**** Supplied data ****

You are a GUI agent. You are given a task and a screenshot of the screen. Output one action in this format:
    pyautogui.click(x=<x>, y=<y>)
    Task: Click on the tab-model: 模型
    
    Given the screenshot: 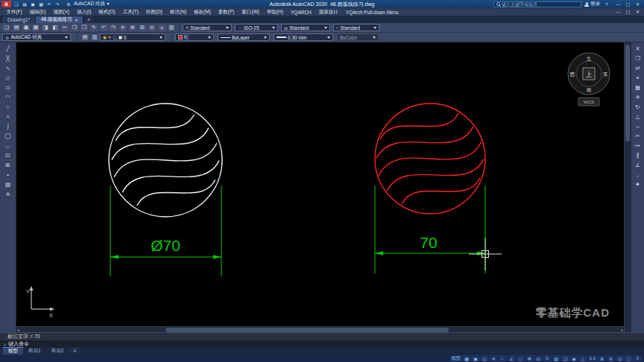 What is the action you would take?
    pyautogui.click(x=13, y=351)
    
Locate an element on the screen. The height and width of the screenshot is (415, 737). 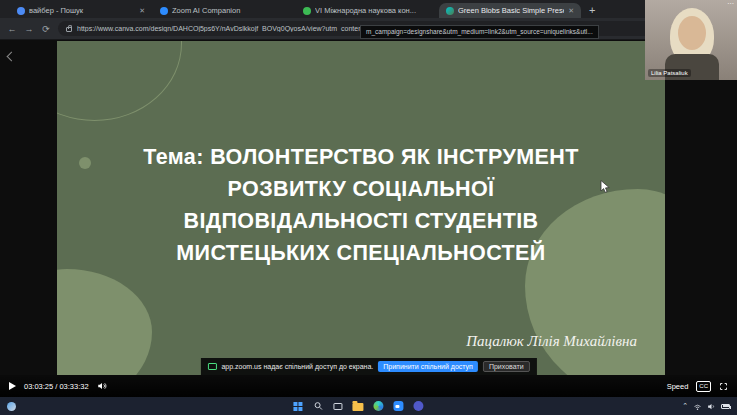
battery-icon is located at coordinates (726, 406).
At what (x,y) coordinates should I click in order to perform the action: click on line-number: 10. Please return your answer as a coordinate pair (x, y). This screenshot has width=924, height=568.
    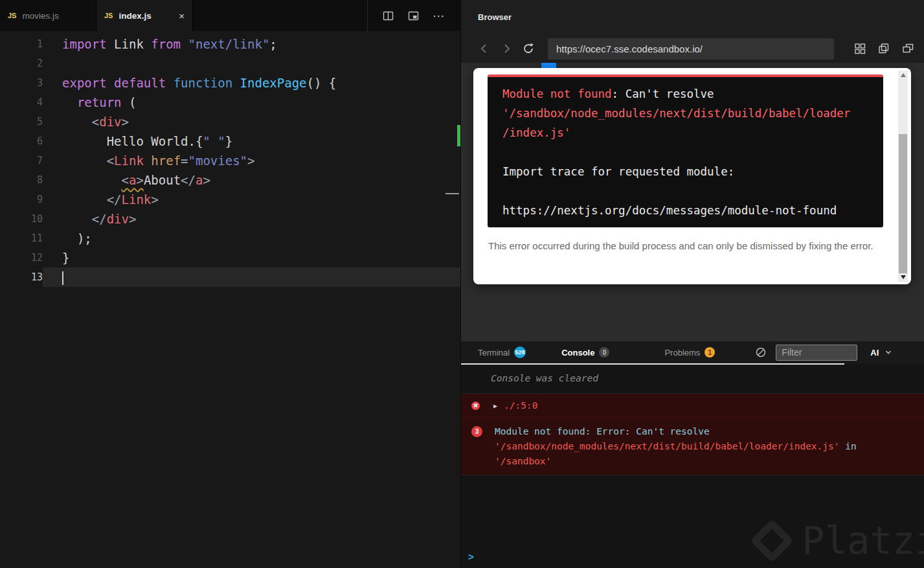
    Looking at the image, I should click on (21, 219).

****

#### Problem
Please transcribe word for word the lines from the one bearing "Locate an element" through the last line of the records above, omitting the pictures.

#### Answer below
Locate an element on the screen. The height and width of the screenshot is (415, 737). 
battery-icon is located at coordinates (726, 406).
At what (x,y) coordinates should I click in order to perform the action: click on line-number: 10. Please return your answer as a coordinate pair (x, y). This screenshot has width=924, height=568.
    Looking at the image, I should click on (21, 219).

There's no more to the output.